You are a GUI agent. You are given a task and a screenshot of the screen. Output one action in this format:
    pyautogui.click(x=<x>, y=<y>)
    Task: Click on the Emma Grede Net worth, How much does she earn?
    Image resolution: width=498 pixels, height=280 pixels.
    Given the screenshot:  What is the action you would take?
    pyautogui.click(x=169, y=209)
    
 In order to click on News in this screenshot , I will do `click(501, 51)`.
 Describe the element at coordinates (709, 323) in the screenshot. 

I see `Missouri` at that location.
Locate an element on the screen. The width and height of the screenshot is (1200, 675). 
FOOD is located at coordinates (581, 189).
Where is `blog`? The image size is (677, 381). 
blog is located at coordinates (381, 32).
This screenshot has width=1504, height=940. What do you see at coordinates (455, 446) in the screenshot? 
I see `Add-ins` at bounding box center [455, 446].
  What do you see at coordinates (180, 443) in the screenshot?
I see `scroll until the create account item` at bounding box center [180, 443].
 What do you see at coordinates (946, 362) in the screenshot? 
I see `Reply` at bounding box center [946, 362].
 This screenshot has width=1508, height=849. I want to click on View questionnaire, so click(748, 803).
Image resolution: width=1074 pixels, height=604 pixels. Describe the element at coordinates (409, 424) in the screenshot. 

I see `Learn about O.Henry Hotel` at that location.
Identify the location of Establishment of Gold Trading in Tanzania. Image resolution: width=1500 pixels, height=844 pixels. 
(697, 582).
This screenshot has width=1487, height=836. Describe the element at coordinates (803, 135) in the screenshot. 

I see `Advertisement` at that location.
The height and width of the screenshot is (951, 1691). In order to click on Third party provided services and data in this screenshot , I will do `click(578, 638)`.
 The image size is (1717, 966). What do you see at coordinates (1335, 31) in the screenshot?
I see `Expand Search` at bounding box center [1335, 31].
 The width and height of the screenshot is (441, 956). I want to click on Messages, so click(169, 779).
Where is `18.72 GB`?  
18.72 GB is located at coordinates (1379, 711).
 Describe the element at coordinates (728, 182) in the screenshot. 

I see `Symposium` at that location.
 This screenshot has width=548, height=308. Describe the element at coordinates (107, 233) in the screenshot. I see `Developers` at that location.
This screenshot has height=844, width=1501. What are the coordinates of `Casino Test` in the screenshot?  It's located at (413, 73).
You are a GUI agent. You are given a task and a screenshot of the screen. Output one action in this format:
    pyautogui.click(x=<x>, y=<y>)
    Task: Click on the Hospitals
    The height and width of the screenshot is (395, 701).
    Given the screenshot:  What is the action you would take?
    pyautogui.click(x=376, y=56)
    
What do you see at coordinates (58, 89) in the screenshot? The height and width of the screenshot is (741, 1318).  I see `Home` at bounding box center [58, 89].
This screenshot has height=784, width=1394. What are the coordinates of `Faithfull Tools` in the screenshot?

==================================================

Without omission, retype the full listing shown above.

RESPONSE AREA ->
You are a GUI agent. You are given a task and a screenshot of the screen. Output one action in this format:
    pyautogui.click(x=<x>, y=<y>)
    Task: Click on the Emma Grede Net worth, How much does she earn?
    Image resolution: width=498 pixels, height=280 pixels.
    Given the screenshot:  What is the action you would take?
    pyautogui.click(x=169, y=209)
    
 In order to click on News in this screenshot , I will do `click(501, 51)`.
 Describe the element at coordinates (709, 323) in the screenshot. 

I see `Missouri` at that location.
Locate an element on the screen. The width and height of the screenshot is (1200, 675). 
FOOD is located at coordinates (581, 189).
Where is `blog`? The image size is (677, 381). 
blog is located at coordinates (381, 32).
This screenshot has width=1504, height=940. What do you see at coordinates (455, 446) in the screenshot? 
I see `Add-ins` at bounding box center [455, 446].
  What do you see at coordinates (180, 443) in the screenshot?
I see `scroll until the create account item` at bounding box center [180, 443].
 What do you see at coordinates (946, 362) in the screenshot? 
I see `Reply` at bounding box center [946, 362].
 This screenshot has width=1508, height=849. I want to click on View questionnaire, so click(748, 803).
Image resolution: width=1074 pixels, height=604 pixels. Describe the element at coordinates (409, 424) in the screenshot. 

I see `Learn about O.Henry Hotel` at that location.
Identify the location of Establishment of Gold Trading in Tanzania. Image resolution: width=1500 pixels, height=844 pixels. 
(697, 582).
This screenshot has width=1487, height=836. Describe the element at coordinates (803, 135) in the screenshot. 

I see `Advertisement` at that location.
The height and width of the screenshot is (951, 1691). In order to click on Third party provided services and data in this screenshot , I will do `click(578, 638)`.
 The image size is (1717, 966). What do you see at coordinates (1335, 31) in the screenshot?
I see `Expand Search` at bounding box center [1335, 31].
 The width and height of the screenshot is (441, 956). I want to click on Messages, so click(169, 779).
Where is `18.72 GB`?  
18.72 GB is located at coordinates (1379, 711).
 Describe the element at coordinates (728, 182) in the screenshot. 

I see `Symposium` at that location.
 This screenshot has width=548, height=308. Describe the element at coordinates (107, 233) in the screenshot. I see `Developers` at that location.
This screenshot has height=844, width=1501. What are the coordinates of `Casino Test` in the screenshot?  It's located at (413, 73).
You are a GUI agent. You are given a task and a screenshot of the screen. Output one action in this format:
    pyautogui.click(x=<x>, y=<y>)
    Task: Click on the Hospitals
    The height and width of the screenshot is (395, 701).
    Given the screenshot:  What is the action you would take?
    pyautogui.click(x=376, y=56)
    
What do you see at coordinates (58, 89) in the screenshot? The height and width of the screenshot is (741, 1318).  I see `Home` at bounding box center [58, 89].
This screenshot has height=784, width=1394. What are the coordinates of `Faithfull Tools` in the screenshot?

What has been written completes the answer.